Bird’s-eye propagation and trade channels

  • Both household types supply labor to domestic production; unconstrained households can borrow domestically and from abroad.
  • Import price shocks affect:
    • Imported inputs in non-tradables production (e.g., energy costs).
    • Foreign tradables in the household consumption basket (alongside home tradables and non-tradables).

Shock scenarios and results (RANK: Representative Agent New Keynesian)

  • Gradual, anticipated rise in foreign prices (PFT):
    • Foreign price level rises gradually and stabilizes higher. Anticipation lowers consumption; labor demand falls; labor supply increases.
    • Natural rate of interest declines with weaker demand.
    • Imported inflation spikes, but the fall in non-tradables inflation dominates; aggregate CPI disinflates over time before recovering. Stagnation: lower activity and lower inflation; policy has room to loosen to bring CPI back to target.
  • Front-loaded, permanent increase in foreign prices:
    • Immediate jump in foreign prices; consumption and real wages fall; natural rate does not change materially.
    • CPI inflation spikes despite falling domestic/non-tradables inflation; the spike is short-lived.
    • Stagflation: higher CPI with lower activity; a sharper policy trade-off emerges.
  • Gradual deterioration in domestic tradables TFP:
    • Consumption falls; natural rate falls.
    • CPI inflation rises initially, then declines persistently.
    • Policy needs to tighten initially and then loosen subsequently.

Introducing hand-to-mouth households (TANK: Two-Agent New Keynesian)

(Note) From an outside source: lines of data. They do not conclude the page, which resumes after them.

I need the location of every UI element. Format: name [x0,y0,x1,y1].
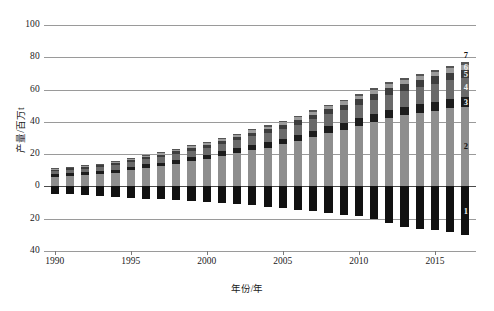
bar-column[interactable] [446,25,454,251]
gridline [44,154,476,155]
bar-segment-2 [187,161,195,186]
bar-segment-3 [142,164,150,167]
bar-segment-1 [142,186,150,198]
bar-column[interactable] [142,25,150,251]
bar-segment-6 [96,164,104,165]
series-label-2: 2 [459,142,473,151]
bar-segment-7 [400,78,408,80]
bar-segment-6 [279,122,287,125]
bar-column[interactable] [431,25,439,251]
bar-column[interactable] [51,25,59,251]
bar-segment-5 [370,94,378,100]
bar-segment-5 [279,125,287,129]
bar-segment-2 [96,174,104,186]
bar-segment-5 [111,163,119,165]
bar-segment-5 [233,137,241,141]
bar-segment-6 [400,80,408,84]
bar-column[interactable] [279,25,287,251]
bar-segment-1 [294,186,302,209]
bar-column[interactable] [385,25,393,251]
bar-column[interactable] [294,25,302,251]
bar-column[interactable] [127,25,135,251]
bar-segment-4 [51,171,59,174]
bar-segment-4 [385,95,393,110]
bar-segment-4 [309,119,317,130]
bar-segment-5 [157,155,165,158]
bar-column[interactable] [370,25,378,251]
gridline [44,57,476,58]
bar-column[interactable] [355,25,363,251]
bar-column[interactable] [340,25,348,251]
bar-segment-7 [127,158,135,159]
plot-area: 7654321 [44,25,476,251]
bar-segment-4 [446,80,454,98]
bar-segment-5 [309,115,317,120]
gridline [44,219,476,220]
bar-segment-6 [172,150,180,152]
gridline [44,122,476,123]
series-label-5: 5 [459,70,473,79]
bar-column[interactable] [157,25,165,251]
bar-segment-3 [324,126,332,133]
bar-segment-6 [111,162,119,163]
bar-segment-4 [431,84,439,102]
bar-segment-3 [294,135,302,141]
bar-segment-5 [340,105,348,110]
bar-column[interactable] [309,25,317,251]
bar-segment-4 [127,162,135,167]
bar-segment-1 [400,186,408,226]
bar-segment-3 [81,172,89,175]
bar-segment-4 [400,91,408,107]
bar-segment-1 [81,186,89,195]
bar-segment-7 [203,142,211,143]
bar-segment-4 [264,133,272,142]
x-axis-tick [435,251,436,255]
bar-segment-7 [279,121,287,122]
bar-segment-2 [127,170,135,186]
x-axis-tick-label: 2005 [263,256,303,266]
bar-segment-6 [187,146,195,148]
bar-segment-4 [66,170,74,173]
bar-column[interactable] [66,25,74,251]
bar-segment-4 [248,136,256,145]
bar-column[interactable] [248,25,256,251]
bar-column[interactable] [172,25,180,251]
bar-segment-5 [218,141,226,144]
bar-column[interactable] [187,25,195,251]
bar-segment-3 [264,142,272,147]
bar-segment-3 [279,139,287,145]
bar-segment-5 [446,73,454,81]
bar-segment-5 [96,165,104,167]
bar-segment-7 [218,138,226,139]
bar-segment-7 [340,100,348,102]
bar-column[interactable] [111,25,119,251]
bar-segment-6 [324,106,332,109]
bar-segment-6 [309,112,317,115]
bar-segment-2 [233,153,241,186]
bar-column[interactable] [218,25,226,251]
bar-segment-7 [309,110,317,112]
bar-segment-7 [81,165,89,166]
bar-column[interactable] [81,25,89,251]
bar-segment-2 [51,177,59,187]
bar-segment-4 [81,169,89,173]
bar-column[interactable] [264,25,272,251]
bar-column[interactable] [416,25,424,251]
series-label-4: 4 [459,83,473,92]
bar-column[interactable] [203,25,211,251]
bar-segment-7 [416,74,424,76]
bar-segment-7 [248,129,256,130]
bar-column[interactable] [400,25,408,251]
bar-segment-1 [279,186,287,208]
bar-segment-7 [370,88,378,90]
bar-segment-7 [355,94,363,96]
bar-segment-1 [187,186,195,201]
bar-segment-3 [431,102,439,111]
bar-segment-5 [187,148,195,151]
bar-segment-2 [142,168,150,187]
bar-column[interactable] [96,25,104,251]
bar-column[interactable] [233,25,241,251]
bar-column[interactable] [324,25,332,251]
bar-segment-6 [340,101,348,104]
bar-segment-7 [66,167,74,168]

  • Motivation: constrained households cannot smooth against anticipated import price increases, dampening anticipation effects.
  • Demand spillovers: as unconstrained households cut consumption, constrained households’ labor income falls, amplifying their consumption decline.
  • Outcomes: slightly larger consumption fall and stronger reallocation from non-tradables to tradables; inflation and natural rate dynamics are similar to RANK across all scenarios.
    • Gradual import price rise: still stagnation (lower inflation, activity, and natural rate).
    • Front-loaded import price jump: still stagflation (higher CPI with lower activity).
    • Tradables TFP shock: similar qualitative results to RANK.

Role of trade openness

  • Greater openness raises exposure to foreign price shocks, leading to larger declines in consumption and real wages, and stronger reallocation toward home tradables.
  • Gradual import price rise: more open economies experience larger falls in domestic inflation components and in the natural rate; deeper stagnation.
  • Front-loaded import price jump: the policy trade-off is more difficult in more open economies (higher CPI inflation despite weaker demand).
  • Domestic tradables TFP shock: openness matters less for the shock’s origin, but being open helps diversify away from the affected home tradables sector, making output effects less adverse. Consumption in more open economies can fall more due to the distribution of profits (unconstrained households take a bigger hit).

Monetary policy implications

  • With a credible nominal anchor, fragmentation need not cause persistently higher inflation, though it can raise inflationary pressures temporarily.
  • The natural rate (R star) declines when fragmentation or TFP shocks depress demand and real incomes.
  • Policy stance by scenario: ease under gradual, anticipated fragmentation; tighten under front-loaded import price jumps; tighten-then-loosen under domestic tradables TFP deterioration.